• _INPUT DATA_:
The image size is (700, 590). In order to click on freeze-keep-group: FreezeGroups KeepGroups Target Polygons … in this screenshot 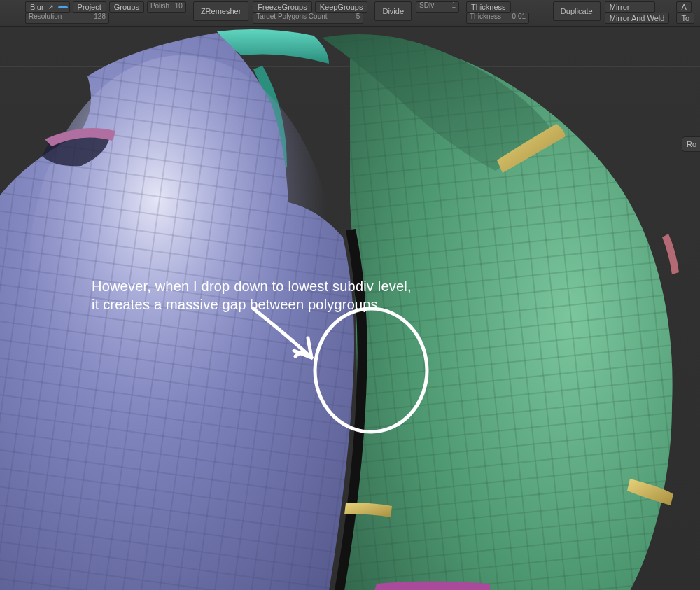, I will do `click(310, 13)`.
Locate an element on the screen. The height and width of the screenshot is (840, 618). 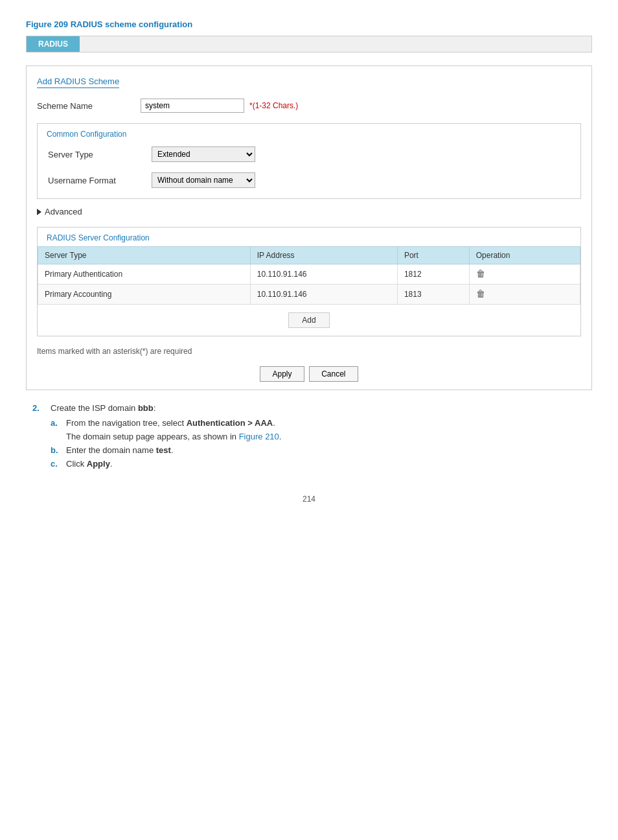
col-server-type: Server Type is located at coordinates (144, 255).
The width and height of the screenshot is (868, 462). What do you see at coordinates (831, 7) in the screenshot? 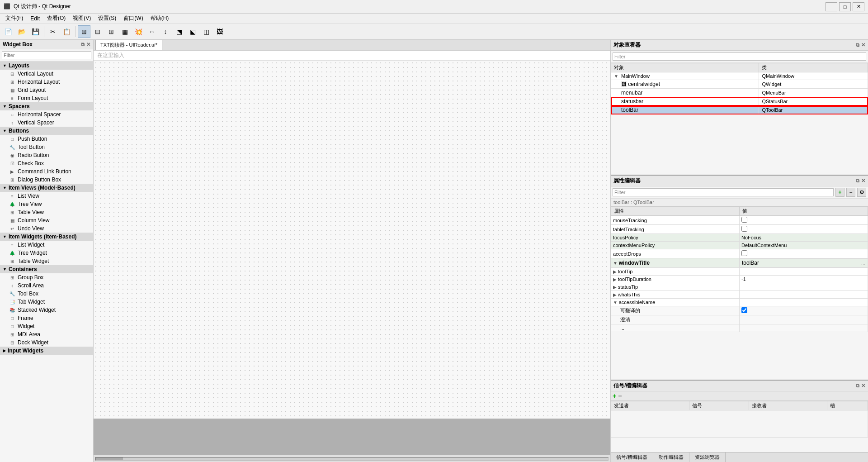
I see `minimize-button: ─` at bounding box center [831, 7].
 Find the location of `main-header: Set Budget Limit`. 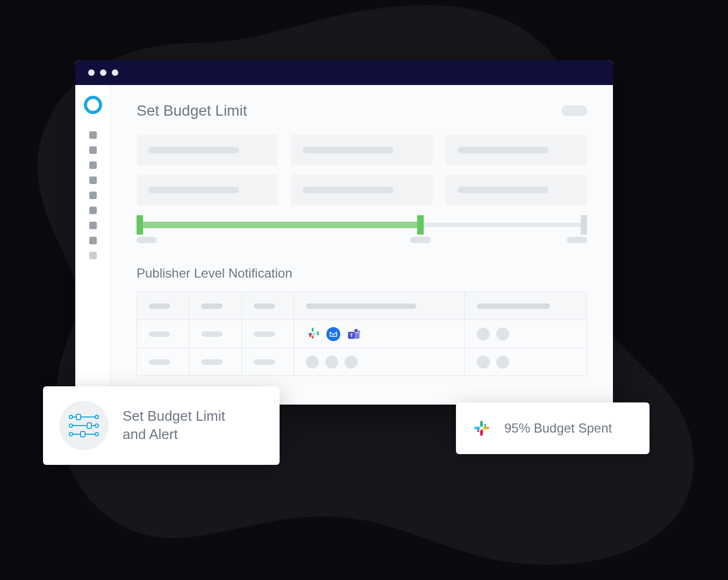

main-header: Set Budget Limit is located at coordinates (362, 111).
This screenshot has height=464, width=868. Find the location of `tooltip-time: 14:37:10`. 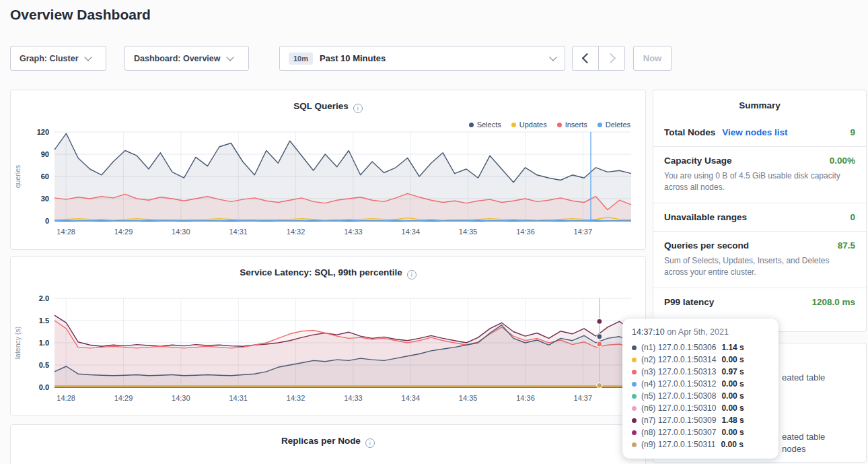

tooltip-time: 14:37:10 is located at coordinates (649, 332).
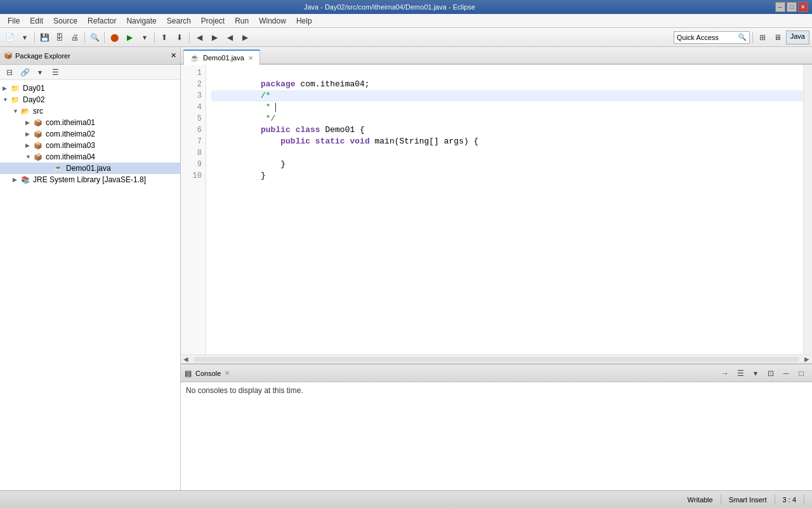 Image resolution: width=812 pixels, height=508 pixels. What do you see at coordinates (90, 100) in the screenshot?
I see `tree-day02: ▼ 📁 Day02` at bounding box center [90, 100].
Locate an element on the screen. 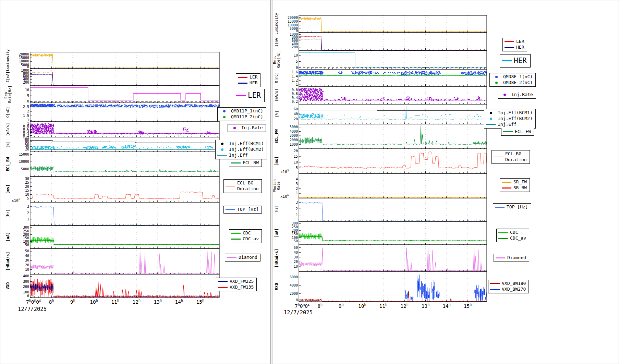 This screenshot has width=619, height=364. series-diamond-band is located at coordinates (311, 264).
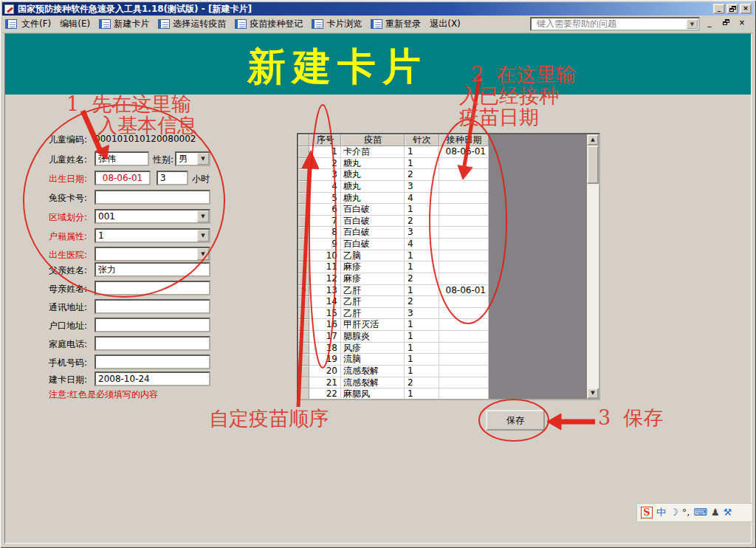 The image size is (756, 548). I want to click on row-vaccine-cell: 腮腺炎, so click(373, 337).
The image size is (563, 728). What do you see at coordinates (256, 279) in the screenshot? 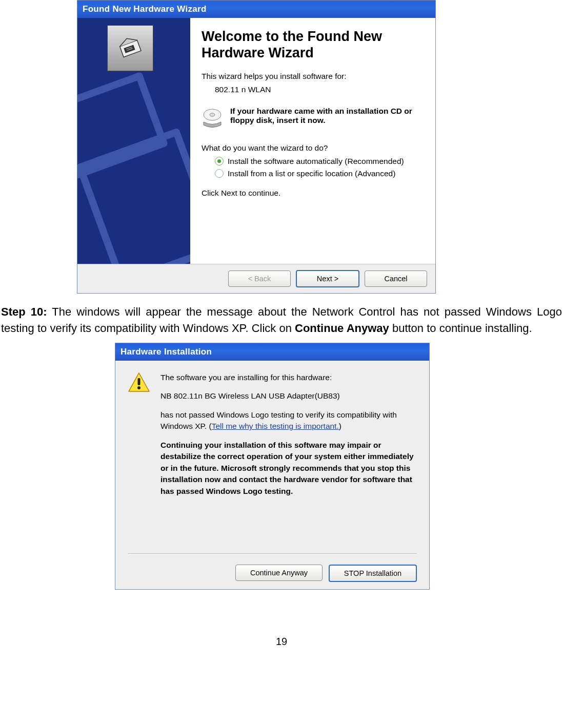
I see `wizard-button-bar: < Back Next > Cancel` at bounding box center [256, 279].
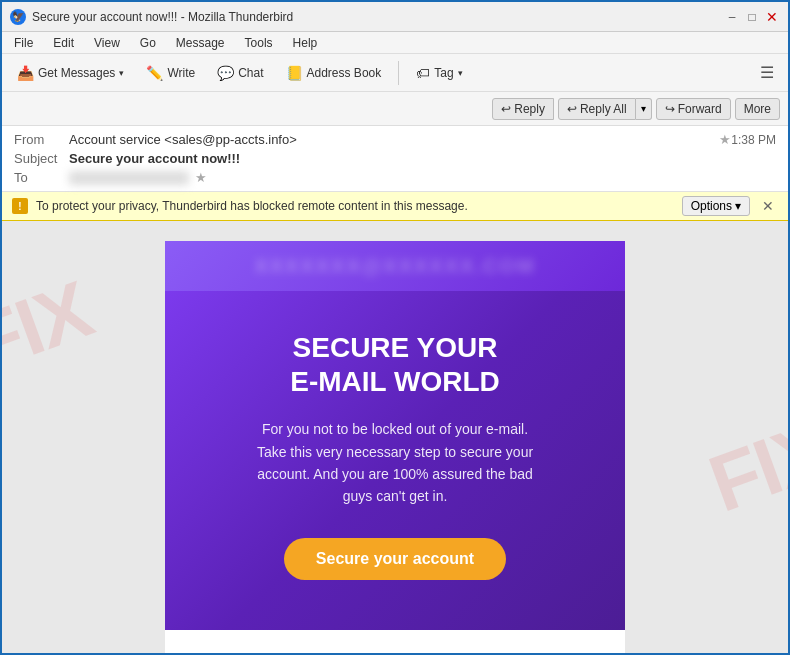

• _PROBLEM DETAILS_: Restate verbatim the lines that begin at the one holding "The image size is (563, 728)." and end at the last line of the material. Exclude pictures.

• _RESULT BELOW_:
The image size is (563, 728). What do you see at coordinates (256, 279) in the screenshot? 
I see `wizard-button-bar: < Back Next > Cancel` at bounding box center [256, 279].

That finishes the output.